Here is a little information about us from Wikipedia.com:

Newport News is an independent city in Virginia. It is on the southwestern end of the Virginia Peninsula, on the north shore of the James River extending to its mouth at Hampton Roads.

The origin of the unusual name of "Newport News" is unclear. Some locals believe it gained its name as the geographic point at which "news" reached shore of Captain Christopher Newport's long delayed arrival after his ill-fated Third Supply mission in May 1610. Perhaps originally the name signaled hope that Jamestown would survive and the "Starving Time" was over. In reality, Captain Newport's arrival proved remarkable in two ways: 1) with him was colonist John Rolfe, with a new form of tobacco to try to export for the as-yet unprofitable Virginia Colony, and 2) proved to be a stop-gap for the colonists, postponing the abandonment of Jamestown long enough so that the eventual attempt to abandon Jamestown encountered the supply mission of Thomas West, 3rd Baron De La Warr, which brought a new form of leadership as well. West and Rolfe together held the keys to the Virginia Colony's survival.

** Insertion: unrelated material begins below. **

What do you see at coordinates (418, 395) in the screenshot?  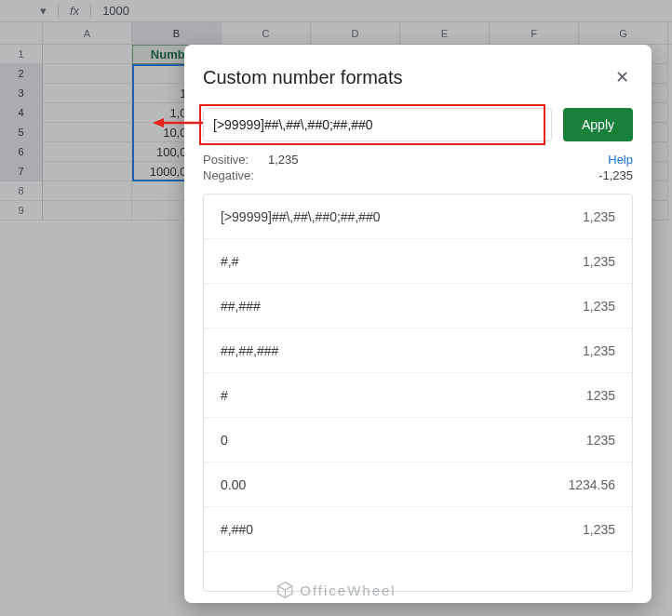 I see `format-list-item: # 1235` at bounding box center [418, 395].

It is more probable that the original name was "New Port Newce", named for a person with the name Newce and the town's place as a new seaport. The first English settlement on the site of Newport News which was made in 1621 in Elizabeth Cittie (sic) by planters brought from Ireland by Daniel Gookin, who selected the site on the advice of Sir William Newce and his brother Captain Thomas Newce. On the edge of Elizabeth City County, it was earliest an unincorporated town without formal boundaries in Warwick County for over 250 years. Some early maps show it as Newport News Point.

Beginning in 1881, 15 years of explosive development began under Collis P. Huntington, who built a new railroad, coal piers, and a large shipyard. In 1896, Newport News, which had been the county seat of Warwick County, became a separate city from the county.

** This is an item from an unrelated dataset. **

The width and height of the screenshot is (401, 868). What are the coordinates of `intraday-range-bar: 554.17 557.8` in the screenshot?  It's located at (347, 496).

In 1900, 19,635 people lived in Newport News, Virginia; in 1910, 20,205; in 1920, 35,596; and in 1940, 37,067. However, the city consolidated with the former Warwick County by mutual consent in 1958, becoming Virginia's third largest in city population. As of the 2000 census, the city population was 180,150. A more recent 2006 estimate indicates the city's population has declined to 178,281 [1]. It is Virginia's fifth largest city.

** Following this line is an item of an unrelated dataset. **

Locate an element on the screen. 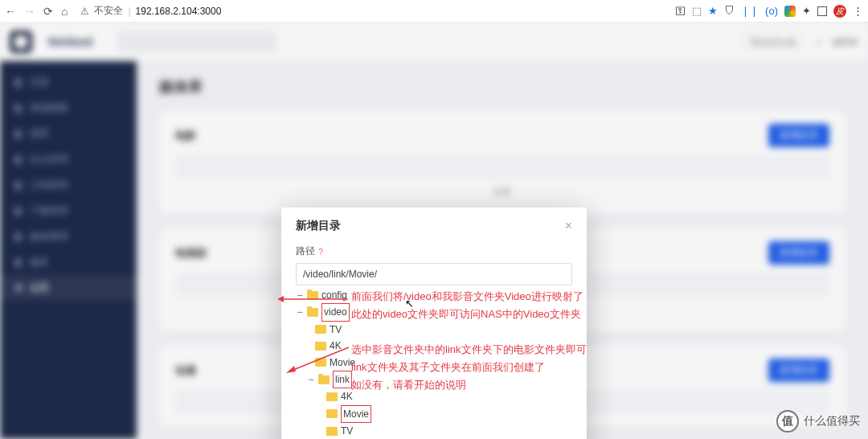  bookmark-icon: ⬚ is located at coordinates (697, 11).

Among the city's major industries are Newport News Shipbuilding and Drydock Company, owned by Northrop Grumman[2], and the large coal piers supplied by railroad giant CSX Transportation. Miles of the waterfront can be seen by automobiles crossing the James River Bridge and Monitor-Merrimac Memorial Bridge-Tunnel. Recovered artifacts from the USS Monitor are displayed at the Mariners' Museum, and American Civil War battle sites near historic Lee Hall and several plantations have been protected along the roads leading to Yorktown and Williamsburg of the Historic Triangle.